▶ [Problem to work on]:
Each line of the material below should be retyped precisely as it appears.

▶ [Records supplied]:
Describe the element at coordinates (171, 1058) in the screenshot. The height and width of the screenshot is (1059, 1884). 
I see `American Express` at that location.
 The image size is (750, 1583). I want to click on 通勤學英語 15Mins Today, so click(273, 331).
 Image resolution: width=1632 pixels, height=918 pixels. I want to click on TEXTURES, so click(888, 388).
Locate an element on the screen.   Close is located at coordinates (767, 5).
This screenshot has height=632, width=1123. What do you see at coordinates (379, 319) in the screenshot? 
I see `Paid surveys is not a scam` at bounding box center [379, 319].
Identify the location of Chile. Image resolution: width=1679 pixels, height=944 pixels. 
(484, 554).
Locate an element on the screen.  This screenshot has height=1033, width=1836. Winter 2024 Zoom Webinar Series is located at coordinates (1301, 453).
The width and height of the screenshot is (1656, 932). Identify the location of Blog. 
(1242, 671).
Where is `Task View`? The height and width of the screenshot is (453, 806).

▶ [Exercise response]:
Describe the element at coordinates (171, 1058) in the screenshot. The height and width of the screenshot is (1059, 1884). 
I see `American Express` at that location.
 The image size is (750, 1583). I want to click on 通勤學英語 15Mins Today, so click(273, 331).
 Image resolution: width=1632 pixels, height=918 pixels. I want to click on TEXTURES, so click(888, 388).
Locate an element on the screen.   Close is located at coordinates (767, 5).
This screenshot has height=632, width=1123. What do you see at coordinates (379, 319) in the screenshot? 
I see `Paid surveys is not a scam` at bounding box center [379, 319].
Identify the location of Chile. Image resolution: width=1679 pixels, height=944 pixels. 
(484, 554).
Locate an element on the screen.  This screenshot has height=1033, width=1836. Winter 2024 Zoom Webinar Series is located at coordinates (1301, 453).
The width and height of the screenshot is (1656, 932). Identify the location of Blog. 
(1242, 671).
Where is `Task View`? The height and width of the screenshot is (453, 806).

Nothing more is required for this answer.